• Problem requirements
Write out, from the entries below, exactly the lines that run between the lines holding "reading: 37.625 in" and "reading: 2.2 mm", inclusive, and stop there.

• Input for this task
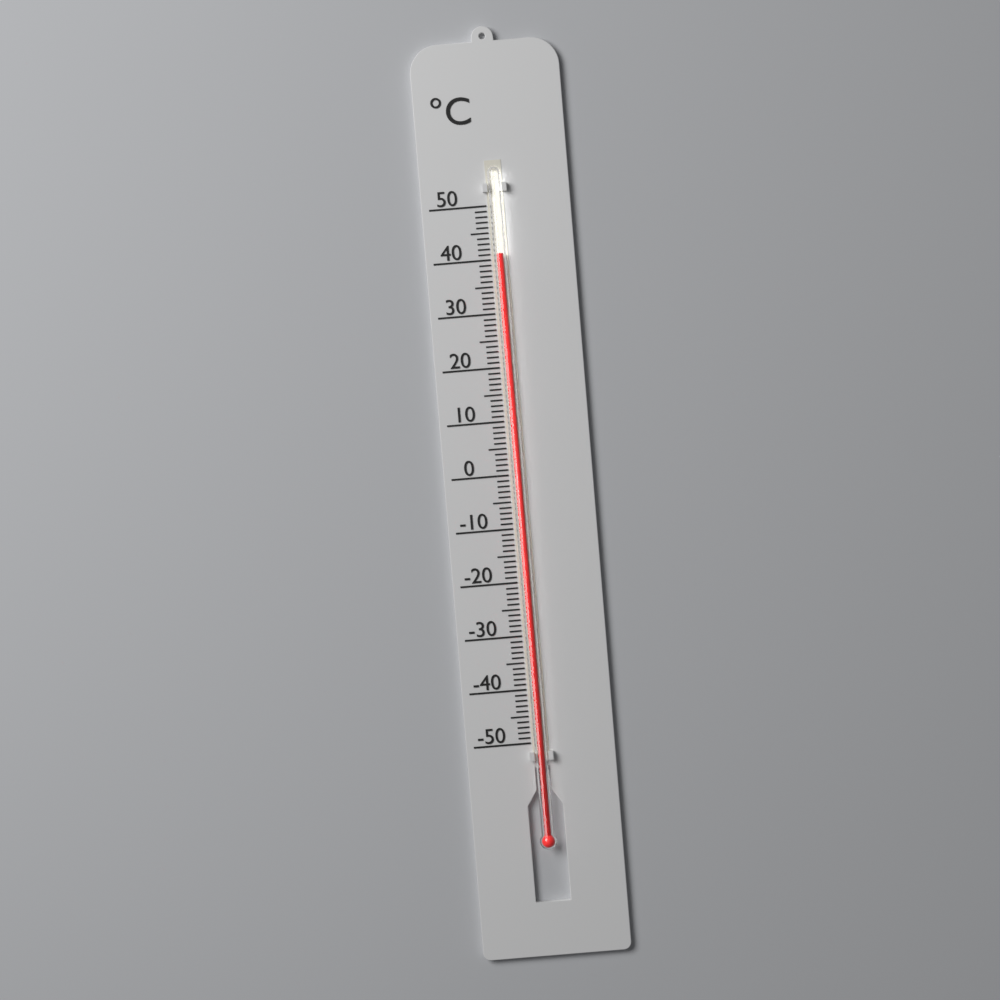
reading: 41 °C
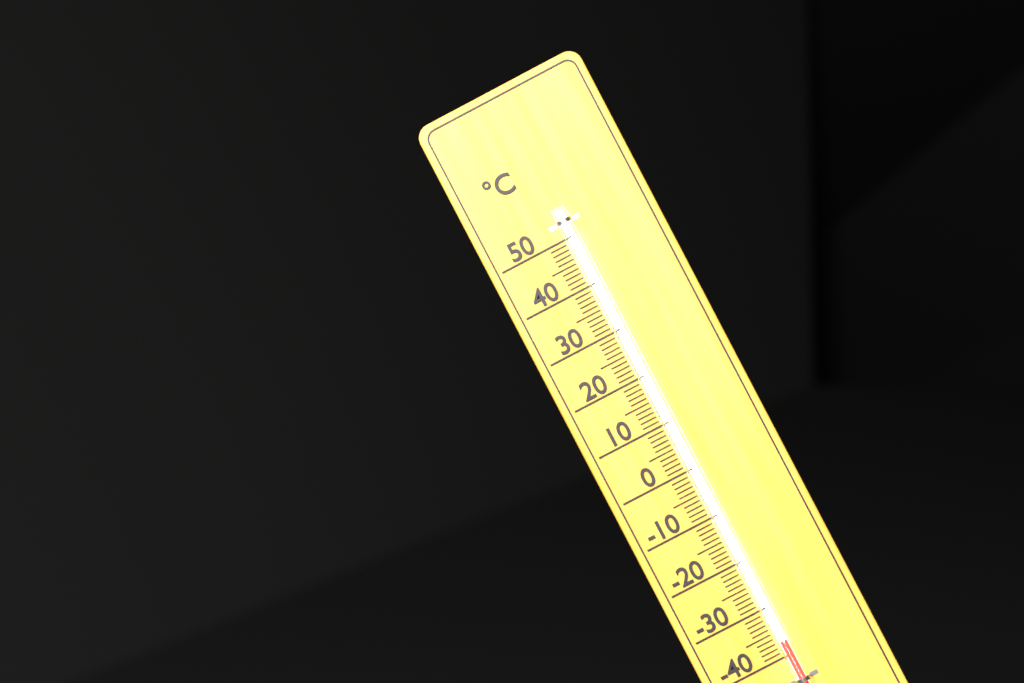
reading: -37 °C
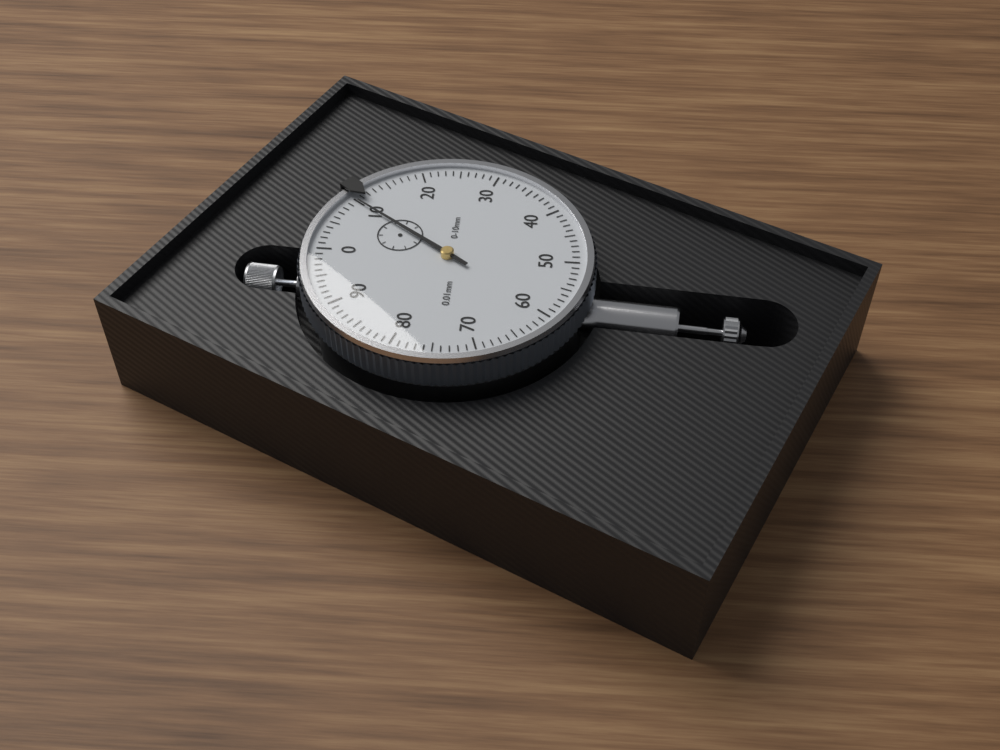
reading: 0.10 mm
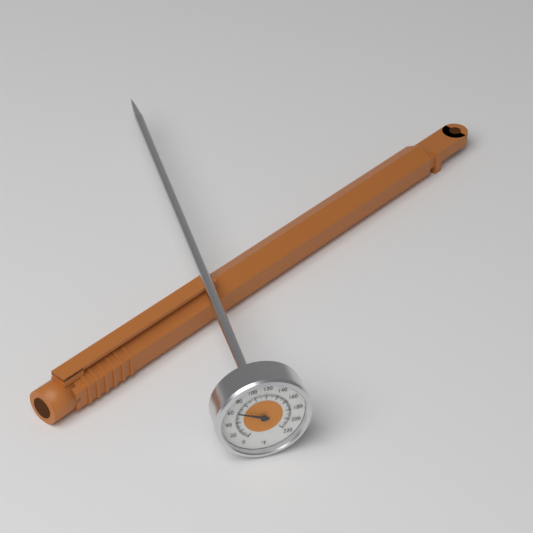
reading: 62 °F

---

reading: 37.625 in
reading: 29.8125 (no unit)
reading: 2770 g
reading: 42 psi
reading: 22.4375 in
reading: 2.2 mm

* * *

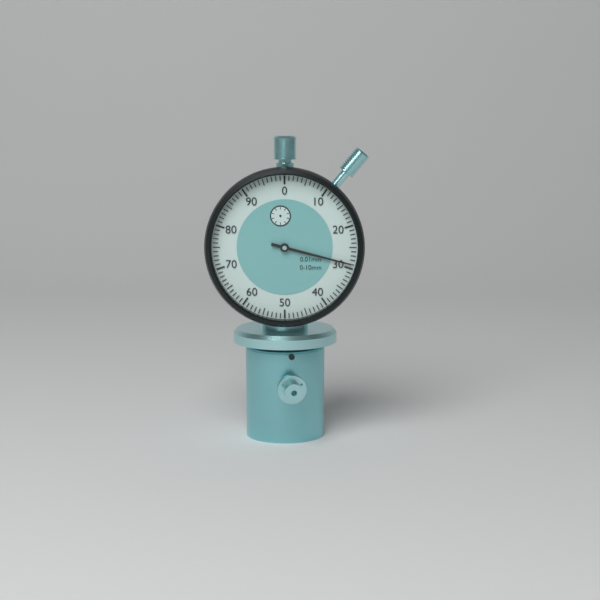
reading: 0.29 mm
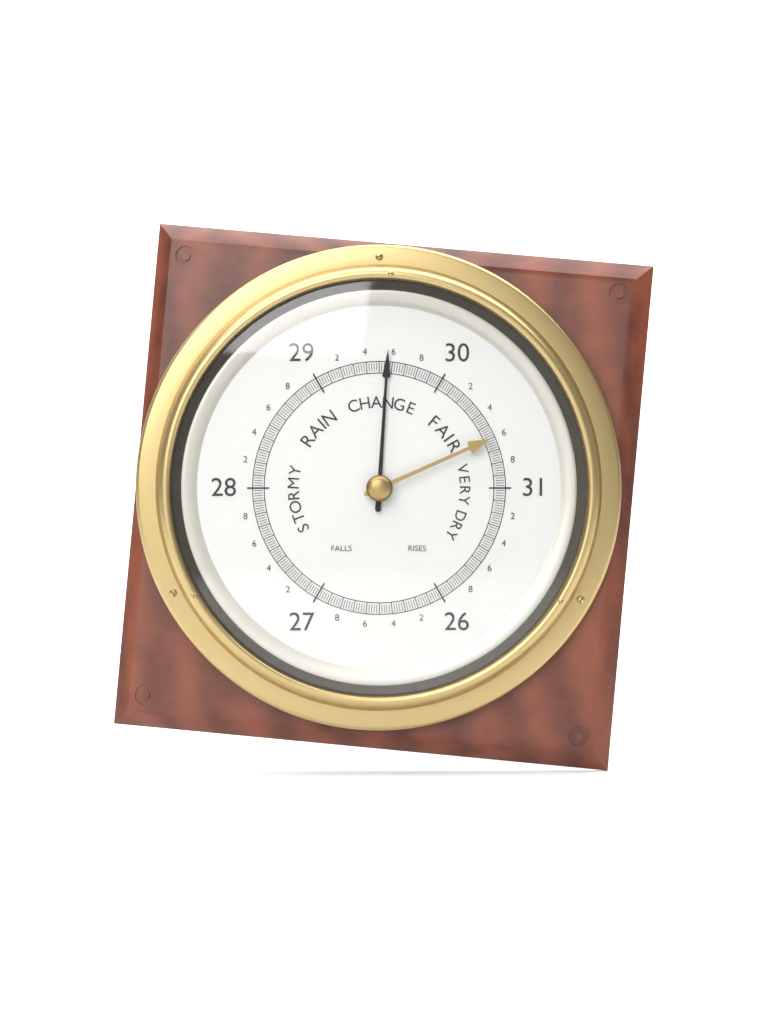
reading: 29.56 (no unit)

• Problem solution
reading: 37.625 in
reading: 29.8125 (no unit)
reading: 2770 g
reading: 42 psi
reading: 22.4375 in
reading: 2.2 mm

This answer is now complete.